***** Provided records *****

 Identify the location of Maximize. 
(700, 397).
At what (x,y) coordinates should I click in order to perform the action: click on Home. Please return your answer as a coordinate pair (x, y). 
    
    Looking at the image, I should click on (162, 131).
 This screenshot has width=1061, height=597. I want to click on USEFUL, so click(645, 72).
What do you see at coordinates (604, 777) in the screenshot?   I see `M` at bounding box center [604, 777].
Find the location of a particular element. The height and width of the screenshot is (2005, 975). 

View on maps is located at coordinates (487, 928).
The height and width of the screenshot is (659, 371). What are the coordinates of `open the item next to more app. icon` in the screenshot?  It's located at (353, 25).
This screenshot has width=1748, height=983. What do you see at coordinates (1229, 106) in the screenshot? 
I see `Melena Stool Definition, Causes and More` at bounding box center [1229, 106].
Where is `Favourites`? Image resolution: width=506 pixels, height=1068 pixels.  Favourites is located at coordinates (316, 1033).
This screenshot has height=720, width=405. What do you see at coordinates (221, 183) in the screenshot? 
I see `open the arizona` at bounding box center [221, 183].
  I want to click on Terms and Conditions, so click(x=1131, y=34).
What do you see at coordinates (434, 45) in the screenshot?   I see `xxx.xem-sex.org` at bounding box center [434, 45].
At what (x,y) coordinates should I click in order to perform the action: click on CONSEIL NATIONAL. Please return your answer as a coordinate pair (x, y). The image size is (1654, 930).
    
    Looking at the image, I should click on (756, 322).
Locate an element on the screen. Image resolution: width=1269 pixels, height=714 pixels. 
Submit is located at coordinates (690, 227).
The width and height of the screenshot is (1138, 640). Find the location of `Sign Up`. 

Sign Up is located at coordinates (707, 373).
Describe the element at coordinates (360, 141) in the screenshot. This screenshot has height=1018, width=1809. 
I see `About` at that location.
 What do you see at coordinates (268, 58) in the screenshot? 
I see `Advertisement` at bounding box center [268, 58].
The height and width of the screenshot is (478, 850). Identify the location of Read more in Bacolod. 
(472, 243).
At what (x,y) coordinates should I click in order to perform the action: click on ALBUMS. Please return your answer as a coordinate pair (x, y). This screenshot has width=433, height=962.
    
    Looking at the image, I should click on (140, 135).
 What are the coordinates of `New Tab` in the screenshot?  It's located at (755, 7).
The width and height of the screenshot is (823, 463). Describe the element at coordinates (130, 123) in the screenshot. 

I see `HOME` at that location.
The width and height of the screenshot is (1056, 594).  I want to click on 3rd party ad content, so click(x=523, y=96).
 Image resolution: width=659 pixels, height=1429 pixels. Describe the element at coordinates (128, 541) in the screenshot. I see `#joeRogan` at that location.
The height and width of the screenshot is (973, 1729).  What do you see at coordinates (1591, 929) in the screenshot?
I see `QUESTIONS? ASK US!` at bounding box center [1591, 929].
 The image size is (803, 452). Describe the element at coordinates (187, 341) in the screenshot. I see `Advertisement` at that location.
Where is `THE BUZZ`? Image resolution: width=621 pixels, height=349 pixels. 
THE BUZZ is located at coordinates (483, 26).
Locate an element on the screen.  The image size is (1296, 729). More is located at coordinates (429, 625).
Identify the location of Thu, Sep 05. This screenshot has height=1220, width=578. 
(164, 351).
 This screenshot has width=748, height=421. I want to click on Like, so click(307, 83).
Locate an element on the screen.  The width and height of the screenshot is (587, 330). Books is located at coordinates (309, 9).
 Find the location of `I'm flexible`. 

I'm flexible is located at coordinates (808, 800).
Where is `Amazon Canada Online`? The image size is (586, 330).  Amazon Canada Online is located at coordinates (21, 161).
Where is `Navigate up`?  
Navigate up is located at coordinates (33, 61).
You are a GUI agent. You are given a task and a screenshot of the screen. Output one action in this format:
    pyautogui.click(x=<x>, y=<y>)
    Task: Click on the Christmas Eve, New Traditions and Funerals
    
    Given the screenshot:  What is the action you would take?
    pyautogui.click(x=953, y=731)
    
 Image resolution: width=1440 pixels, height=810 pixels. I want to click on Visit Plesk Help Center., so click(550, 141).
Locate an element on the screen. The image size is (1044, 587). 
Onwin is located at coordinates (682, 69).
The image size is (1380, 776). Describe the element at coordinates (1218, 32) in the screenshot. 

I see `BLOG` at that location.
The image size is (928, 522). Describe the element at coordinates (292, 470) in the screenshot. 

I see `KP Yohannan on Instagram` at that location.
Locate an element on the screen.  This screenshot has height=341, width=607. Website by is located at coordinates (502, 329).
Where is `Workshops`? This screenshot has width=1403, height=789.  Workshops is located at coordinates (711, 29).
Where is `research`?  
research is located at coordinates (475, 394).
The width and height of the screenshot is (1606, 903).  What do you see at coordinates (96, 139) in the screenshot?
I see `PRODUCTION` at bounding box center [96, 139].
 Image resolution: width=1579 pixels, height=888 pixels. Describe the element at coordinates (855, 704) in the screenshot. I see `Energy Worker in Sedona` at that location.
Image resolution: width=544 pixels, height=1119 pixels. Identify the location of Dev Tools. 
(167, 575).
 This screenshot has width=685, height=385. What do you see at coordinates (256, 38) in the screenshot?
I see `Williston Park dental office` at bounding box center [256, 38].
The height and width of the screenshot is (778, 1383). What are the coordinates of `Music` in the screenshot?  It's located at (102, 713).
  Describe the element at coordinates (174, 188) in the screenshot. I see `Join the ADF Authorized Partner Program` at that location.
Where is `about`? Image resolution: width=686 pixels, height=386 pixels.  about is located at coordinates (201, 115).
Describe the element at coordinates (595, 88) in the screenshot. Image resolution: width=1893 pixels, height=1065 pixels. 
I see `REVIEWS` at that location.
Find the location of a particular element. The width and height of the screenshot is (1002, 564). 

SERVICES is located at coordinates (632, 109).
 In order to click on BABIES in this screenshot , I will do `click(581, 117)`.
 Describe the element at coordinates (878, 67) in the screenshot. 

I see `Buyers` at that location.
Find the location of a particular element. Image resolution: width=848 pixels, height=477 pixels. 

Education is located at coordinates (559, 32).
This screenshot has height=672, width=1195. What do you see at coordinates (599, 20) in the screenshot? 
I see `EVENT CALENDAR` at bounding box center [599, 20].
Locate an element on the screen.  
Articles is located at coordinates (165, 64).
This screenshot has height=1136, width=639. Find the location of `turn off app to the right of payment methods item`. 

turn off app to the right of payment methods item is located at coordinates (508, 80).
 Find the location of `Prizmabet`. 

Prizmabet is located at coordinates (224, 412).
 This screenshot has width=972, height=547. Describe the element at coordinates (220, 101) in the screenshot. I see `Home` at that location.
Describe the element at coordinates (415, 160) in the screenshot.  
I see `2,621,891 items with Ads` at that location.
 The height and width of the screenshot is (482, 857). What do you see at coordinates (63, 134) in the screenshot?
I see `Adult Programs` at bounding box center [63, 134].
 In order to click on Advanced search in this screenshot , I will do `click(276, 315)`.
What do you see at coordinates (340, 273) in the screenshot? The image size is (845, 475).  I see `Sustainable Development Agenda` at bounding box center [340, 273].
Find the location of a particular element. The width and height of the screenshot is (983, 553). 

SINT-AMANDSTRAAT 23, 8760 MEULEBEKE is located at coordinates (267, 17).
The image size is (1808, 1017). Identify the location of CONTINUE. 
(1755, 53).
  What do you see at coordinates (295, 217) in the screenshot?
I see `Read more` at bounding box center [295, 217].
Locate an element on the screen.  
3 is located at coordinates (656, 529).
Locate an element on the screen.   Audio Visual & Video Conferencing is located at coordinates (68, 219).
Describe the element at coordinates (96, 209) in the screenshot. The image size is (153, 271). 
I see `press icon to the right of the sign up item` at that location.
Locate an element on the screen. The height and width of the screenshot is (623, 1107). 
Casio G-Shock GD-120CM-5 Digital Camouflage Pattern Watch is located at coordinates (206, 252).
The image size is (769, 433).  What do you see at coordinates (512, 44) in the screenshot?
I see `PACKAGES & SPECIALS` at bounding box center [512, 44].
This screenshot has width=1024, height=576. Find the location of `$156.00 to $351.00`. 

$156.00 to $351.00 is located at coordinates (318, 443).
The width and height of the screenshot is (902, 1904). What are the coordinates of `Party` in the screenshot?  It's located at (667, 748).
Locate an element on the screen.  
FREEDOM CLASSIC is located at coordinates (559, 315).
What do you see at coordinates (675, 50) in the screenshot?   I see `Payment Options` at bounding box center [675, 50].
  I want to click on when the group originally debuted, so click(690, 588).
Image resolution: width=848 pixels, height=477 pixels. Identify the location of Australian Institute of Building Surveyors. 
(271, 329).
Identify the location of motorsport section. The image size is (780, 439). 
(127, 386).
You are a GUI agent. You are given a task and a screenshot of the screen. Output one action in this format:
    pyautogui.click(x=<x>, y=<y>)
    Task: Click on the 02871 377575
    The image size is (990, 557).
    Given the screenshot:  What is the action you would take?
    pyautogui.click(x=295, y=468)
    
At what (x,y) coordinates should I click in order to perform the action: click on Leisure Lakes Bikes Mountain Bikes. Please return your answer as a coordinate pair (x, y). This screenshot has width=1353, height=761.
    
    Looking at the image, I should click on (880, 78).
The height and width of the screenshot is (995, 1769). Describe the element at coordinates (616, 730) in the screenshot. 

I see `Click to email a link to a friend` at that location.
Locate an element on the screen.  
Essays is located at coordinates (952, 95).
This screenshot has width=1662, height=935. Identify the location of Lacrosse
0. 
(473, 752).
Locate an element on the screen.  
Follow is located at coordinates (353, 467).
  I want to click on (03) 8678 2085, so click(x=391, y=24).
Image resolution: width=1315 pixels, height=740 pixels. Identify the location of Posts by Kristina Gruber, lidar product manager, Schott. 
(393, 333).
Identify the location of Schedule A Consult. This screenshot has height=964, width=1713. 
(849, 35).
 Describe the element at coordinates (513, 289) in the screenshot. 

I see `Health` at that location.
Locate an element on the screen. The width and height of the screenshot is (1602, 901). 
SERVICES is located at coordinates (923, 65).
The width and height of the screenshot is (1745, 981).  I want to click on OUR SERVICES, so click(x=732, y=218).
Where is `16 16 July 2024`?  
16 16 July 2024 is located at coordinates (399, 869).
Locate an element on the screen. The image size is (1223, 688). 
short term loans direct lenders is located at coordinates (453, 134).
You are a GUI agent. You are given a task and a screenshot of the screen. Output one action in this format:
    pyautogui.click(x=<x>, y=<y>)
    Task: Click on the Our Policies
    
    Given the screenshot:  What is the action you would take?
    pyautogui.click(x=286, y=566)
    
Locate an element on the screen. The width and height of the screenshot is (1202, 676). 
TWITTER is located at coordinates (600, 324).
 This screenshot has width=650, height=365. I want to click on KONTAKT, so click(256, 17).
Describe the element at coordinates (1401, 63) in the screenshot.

*****

Reply with exactly the lines from the one containing "The width and height of the screenshot is (1745, 981)." to the last line of the material, inclusive, and with nothing more.

- Written answer:
The width and height of the screenshot is (1745, 981).  I want to click on OUR SERVICES, so click(x=732, y=218).
Where is `16 16 July 2024`?  
16 16 July 2024 is located at coordinates (399, 869).
Locate an element on the screen. The image size is (1223, 688). 
short term loans direct lenders is located at coordinates (453, 134).
You are a GUI agent. You are given a task and a screenshot of the screen. Output one action in this format:
    pyautogui.click(x=<x>, y=<y>)
    Task: Click on the Our Policies
    
    Given the screenshot:  What is the action you would take?
    pyautogui.click(x=286, y=566)
    
Locate an element on the screen. The width and height of the screenshot is (1202, 676). 
TWITTER is located at coordinates (600, 324).
 This screenshot has width=650, height=365. I want to click on KONTAKT, so click(256, 17).
Describe the element at coordinates (1401, 63) in the screenshot.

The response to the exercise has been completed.